2. Interchange MDL litigation. Visa provisioned $707 million in its most recent quarter for merchant interchange class-action claims — the latest installment in an ongoing legal overhang that has produced periodic large charges for years. The aggregate exposure is large and unpredictable 3.
3. Operating-leverage compression. Operating expenses grew ~16% year over year in the latest quarter, outpacing revenue growth. If this trend continues through fiscal 2026, operating margin will compress. The pre-tax margin has already drifted down from a peak of ~67% to ~62–64% over the past two years 4.

Assessment

The fundamental quality case for Visa is not in dispute: the ROE, FCF consistency, and margin structure are genuinely rare at this scale. The more interesting question is whether the forward P/E of ~23.7× represents a durable entry point or a temporary discount that the litigation overhangs fully explain.
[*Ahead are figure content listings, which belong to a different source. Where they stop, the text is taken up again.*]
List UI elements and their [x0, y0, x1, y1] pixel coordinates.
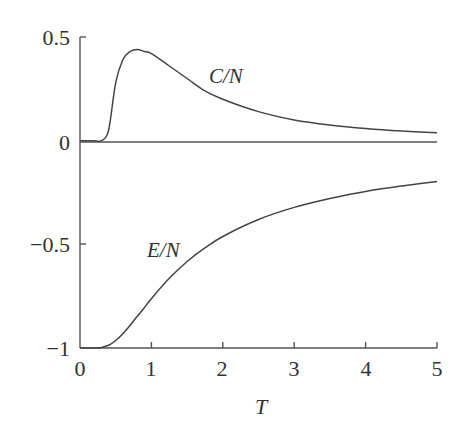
x-tick-label: 2 [217, 356, 228, 381]
x-tick-label: 0 [75, 356, 86, 381]
e-series-label: E/N [146, 238, 181, 262]
y-tick-label: 0 [59, 130, 70, 155]
y-tick-label: −0.5 [30, 232, 70, 257]
y-tick-label: 0.5 [43, 25, 71, 50]
x-tick-label: 5 [432, 356, 443, 381]
y-tick-label: −1 [47, 336, 70, 361]
x-tick-label: 1 [146, 356, 157, 381]
heat-capacity-curve [80, 49, 437, 141]
c-series-label: C/N [209, 64, 244, 88]
x-tick-label: 3 [289, 356, 300, 381]
energy-curve [80, 182, 437, 349]
x-tick-label: 4 [361, 356, 372, 381]
chart: 0.5 0 −0.5 −1 0 1 2 3 4 5 C/N E/N T [0, 0, 468, 435]
x-ticks [151, 342, 437, 348]
x-axis-title: T [255, 394, 269, 419]
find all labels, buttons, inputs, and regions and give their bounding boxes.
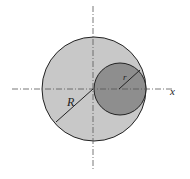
small-radius-label: r — [123, 72, 127, 82]
x-axis-label: x — [169, 85, 175, 97]
big-radius-label: R — [66, 95, 75, 109]
circle-diagram: R r x — [0, 0, 190, 179]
The structure worth tracking: the DOJ debit suit is the most material variable. A settlement or dismissal in Visa's favor would remove the single biggest discount driver. A ruling that imposes structural remedies on debit routing would put roughly 20–25% of U.S. transaction volume into play for rivals. Investors with a 3–5 year horizon who believe the DOJ case resolves narrowly are effectively buying one of the highest-quality business models in the S&P 500 at a 12% discount to its own historical average — with the antitrust outcome as the explicit asymmetry to monitor.